Mobile operators have struck back at organizers of an open-source project that plans to crack the encryption used to protect cell phone calls, saying they are a long way from devising a practical attack.

"The theoretical compromise presented at the Black Hat conference requires the construction of a large look-up table of approximately 2 Terabytes - this is equivalent to the amount of data contained in a 20 kilometre high pile of books," the group, which represents almost 800 operators in 219 countries, said in a statement issued Friday. "In theory, someone with access to the data in such a table could use it to analyse an encrypted call and recover the encryption key."
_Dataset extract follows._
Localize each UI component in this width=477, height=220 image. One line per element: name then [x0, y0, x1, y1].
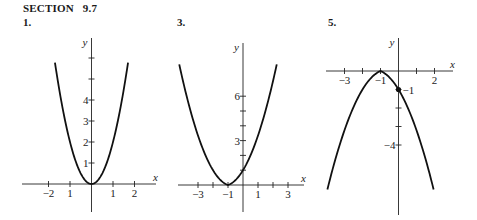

The GSMA went on to say that even if such a table were built, the researchers still would need to build a complex radio receiver to process the raw radio data.

The vast majority of world's cell phone calls are protected by an algorithm known as A5/1 that has been in existence for more than a decade, said project leader Karsten Nohl, a cryptography expert and a researcher at the University of Virginia. Because it hails from the cold-war era when export laws prohibited the exportation of strong cryptography, the cipher is relatively trivial to break using a large number of networked computers.

More recently, cell phone makers have folded a newer cipher known as A5/3 into handsets to protect internet communications. Because its key is twice as long as A5/1, it's about a quintillion times harder to break, Nohl estimates. But despite the uncontested superiority of the newer algorithm, handset manufacturers still cling to the older one to protect voice calls.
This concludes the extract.